Keep your Gruntfile organized!
I like to separate my configuration in different files for each workflow: development, release, and deployment. You could use conventions and stuff like that to load different files, but I generally lean towards manually using require
, and then merging the configuration together with Lo-Dash’s _.merge
.
Use the following line in your Gruntfile.

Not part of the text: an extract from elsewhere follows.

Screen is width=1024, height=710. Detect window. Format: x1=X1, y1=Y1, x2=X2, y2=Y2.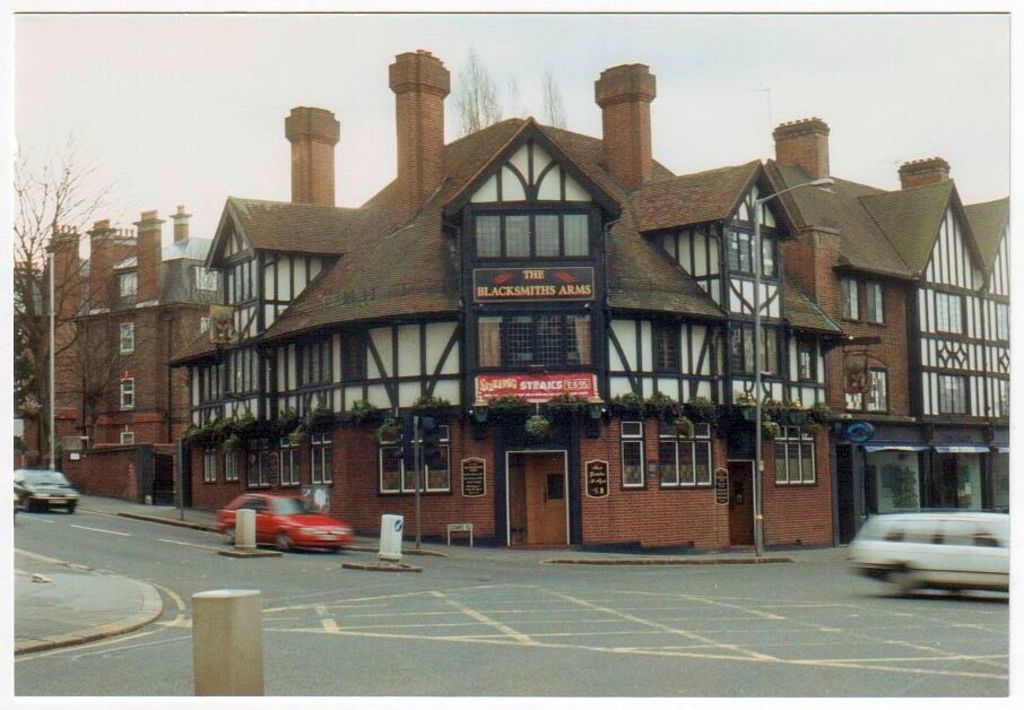
x1=562, y1=211, x2=584, y2=256.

grunt.initConfig(_.merge.apply({}, _.values(require('./build/cfg'))));
Then, do something like this in your ./build/cfg/index.js
file. Keep in mind the keys (manifest
, dev
, env
, etc) aren’t important.
module.exports = {
manifest: {
pkg: grunt.file.readJSON('package.json')
},
dev: require('./task/development.js'),
env: require('./task/environment.js'),
build: require('./task/build.js'),
release: require('./task/release.js'),
deploy: require('./task/deploy.js')
};
In each of those modules, configure any tasks you need to configure for that workflow. Keep in mind that merge works recursively. This enables you to configure different targets for the same task in different files!
Investigate
If something feels too clunky, ask around. Chances are, there is a better way to do things. My unbox project follows many of these practices, and a few more. You might want to check it out while in investigation mode.